To make sure you never miss out on your favourite NEW stories, we're happy to send you some reminders

Click 'OK' then 'Allow' to enable notifications

Photos Capture Moment Whale Flings Seal High Into The Air

Photos Capture Moment Whale Flings Seal High Into The Air

The incredible sight was caught on camera

Amelia Ward

Amelia Ward

A boat tour operator has captured a set of incredible images that show the moment a killer whale flipped a seal potentially as high as 40 feet into the air with its tail.

Andrew Lees, 51, took the photos near Sidney Island, British Columbia, Canada.

He spotted the male Bigg's orca swimming in the water on 16 August but wasn't expecting to catch what he did.

Kennedy News

Originally from Rochdale in Greater Manchester, Lees has owned his company Five Star Whale Watching since 2017 and was out with a group of customers when he came across the creature.

While it was showing off to its audience, performing flips into the water, the orca somehow managed to fling an unlucky seal high into the air.

It crashed down into the ocean, with two other whales arriving to feed off it.

Speaking of his once-in-a-lifetime experience, Andrew said: "It was truly breathtaking. Everyone on board was astonished by what we'd seen, including myself.

Andrew is originally from Greater Manchester.
Kennedy News

"Never have I captured something like this on camera before.
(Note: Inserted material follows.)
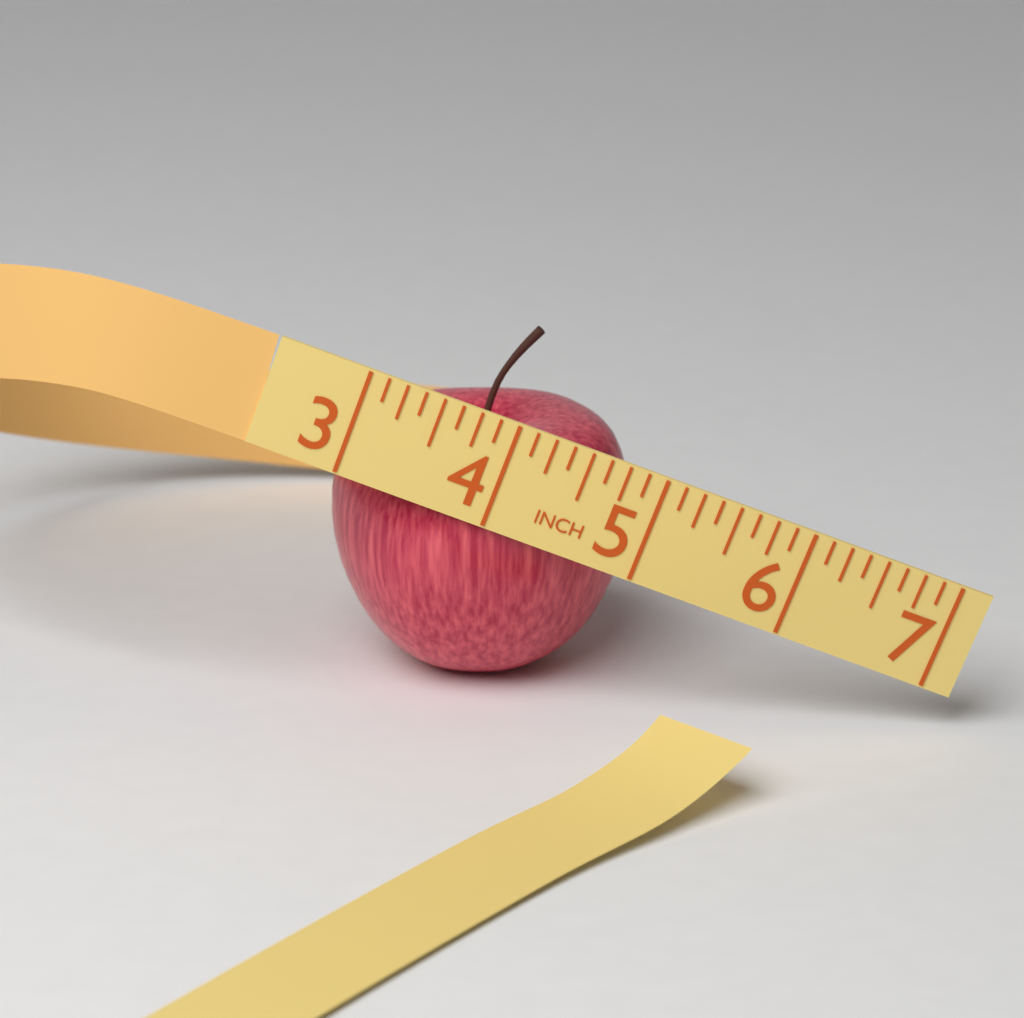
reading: 5.000 in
I have been involved in whale watching since 2005 but have seen an orca do this to a seal or porpoise only a handful of times.
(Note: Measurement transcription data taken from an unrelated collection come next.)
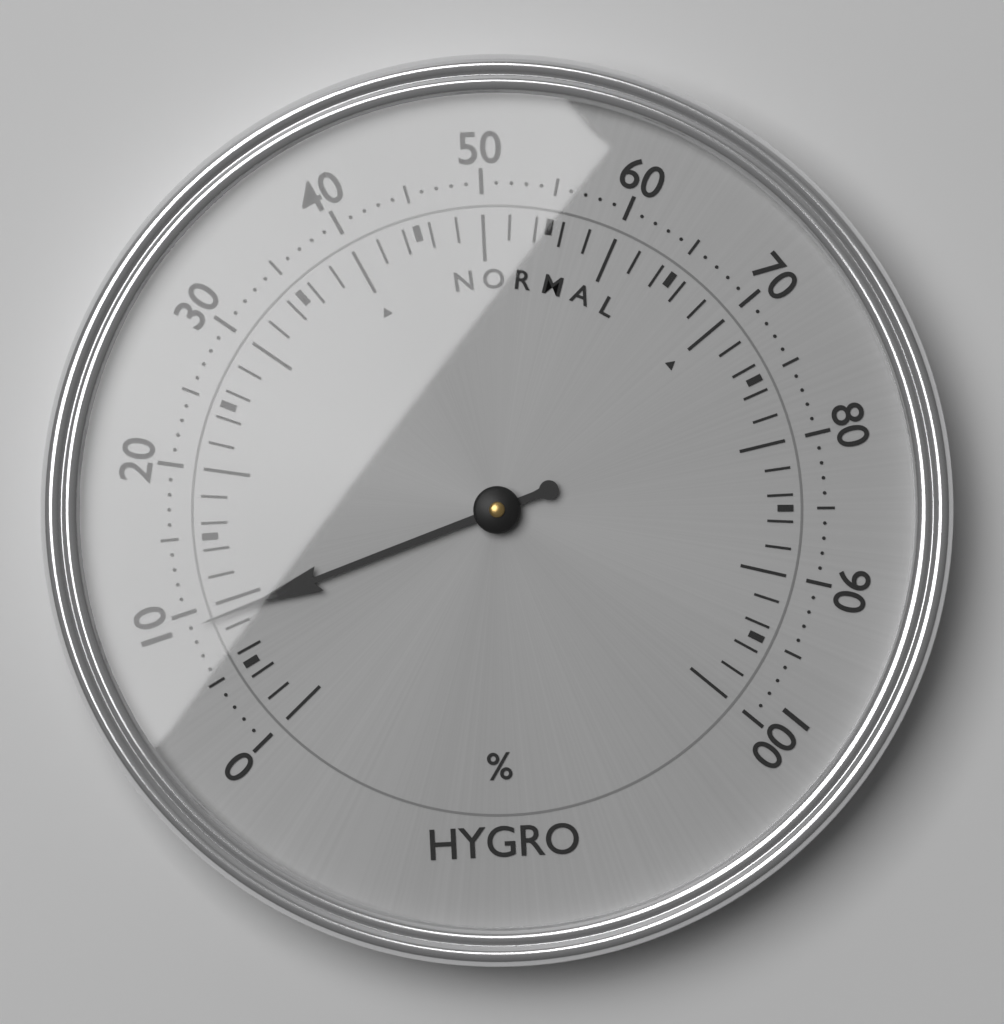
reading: 9 %
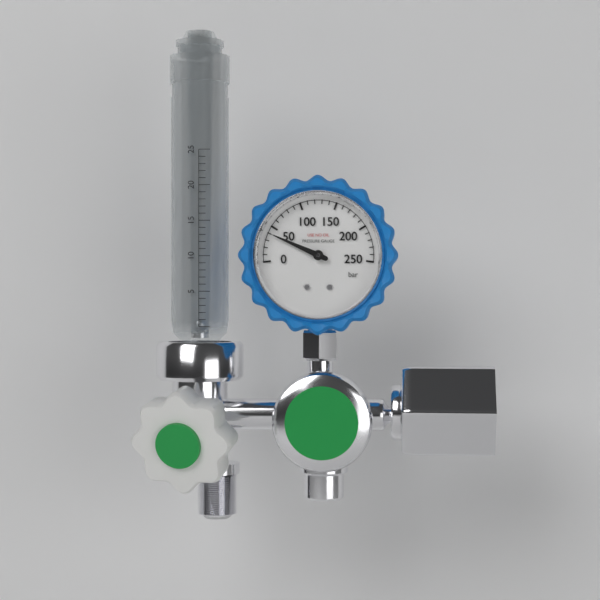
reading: 40 bar
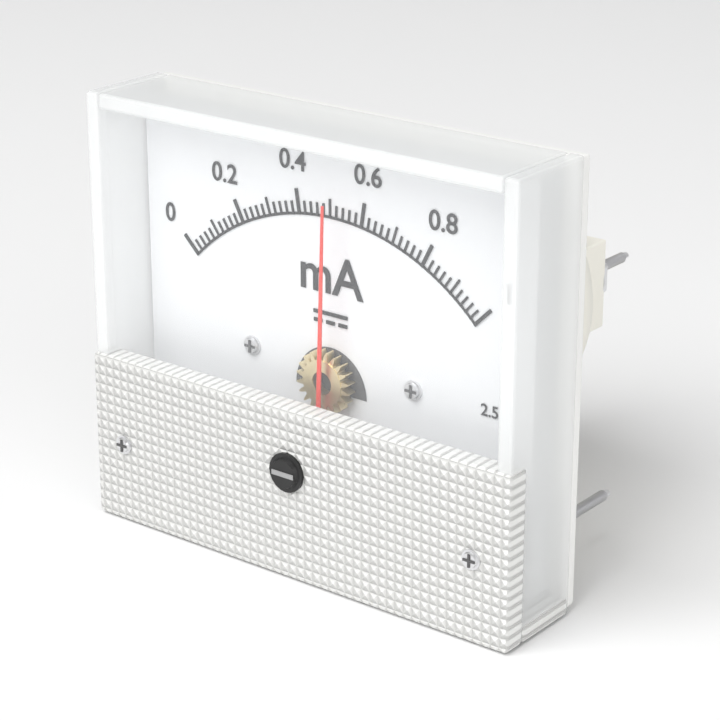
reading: 0.52 mA
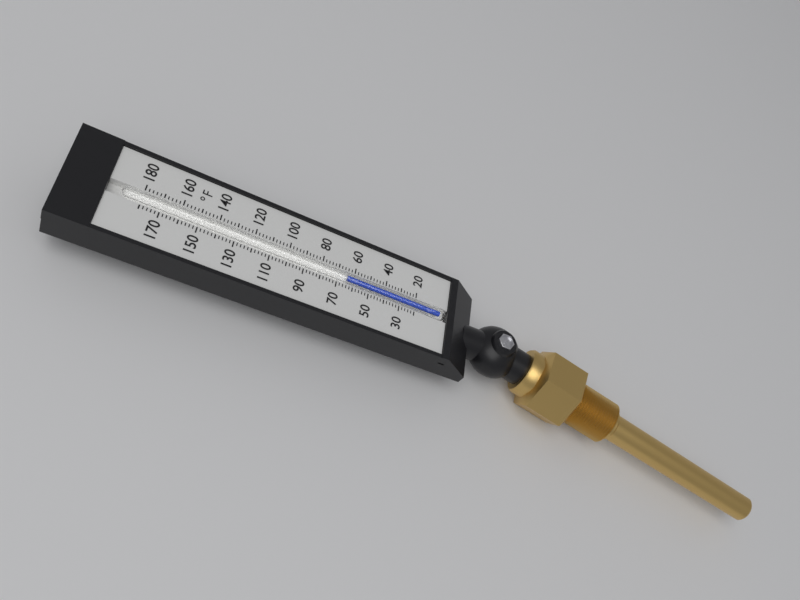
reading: 64 °F
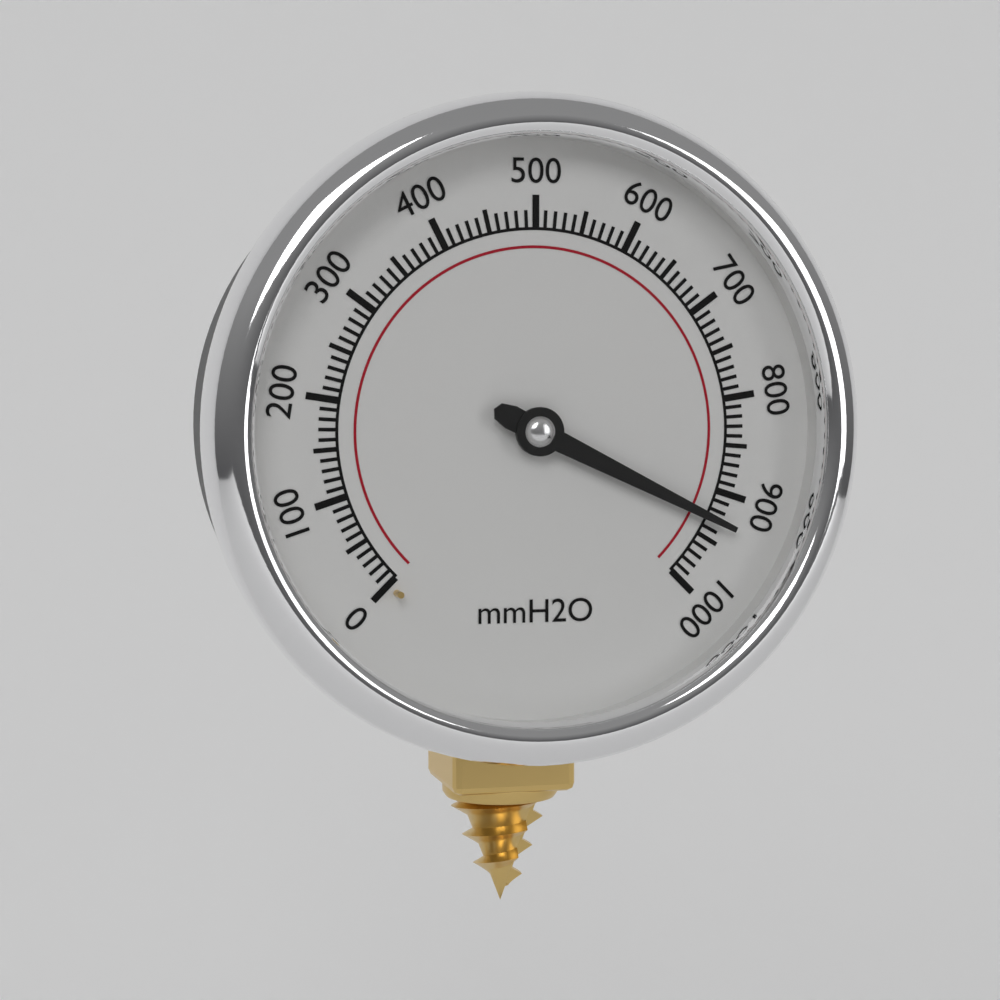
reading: 930 mmH2O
"It's not often we see them doing it with the tail like that. It happens but that's definitely one of those rarer activities we see out there.

"It was an unbelievable sight and showed the power and skill of these apex predators.

"The son and mum had been hunting seals near the rocks and kelp so we stopped. Then we noticed he turned upside down and all of a sudden I saw the tail fly up and I saw the seal mid-air.

"It was the height that the seal caught that particular day and the way the male had gone on his back to do it, which really struck me."

Kennedy News

Speaking to Vancouver Sun, Jackie Hildering, a director at the Marine Education and Research Society in Port McNeill, explained the whale's behaviour is not uncommon.

She told the news outlet: "It's usually younger members of the population will do things like hit birds with their tails at the surface, little diving birds, and then suck them in as well as spit them back out."

She also said killer whales are known to carry bits of seal around with them.

But she warned that this doesn't make them dangerous - despite their name.

Hildering added: "There is no good or bad in nature. There's just wild, and so this should have no judgment to it, because that ends up pushing the idea that these are somehow bad whales, which has made us make horrible mistakes in the past."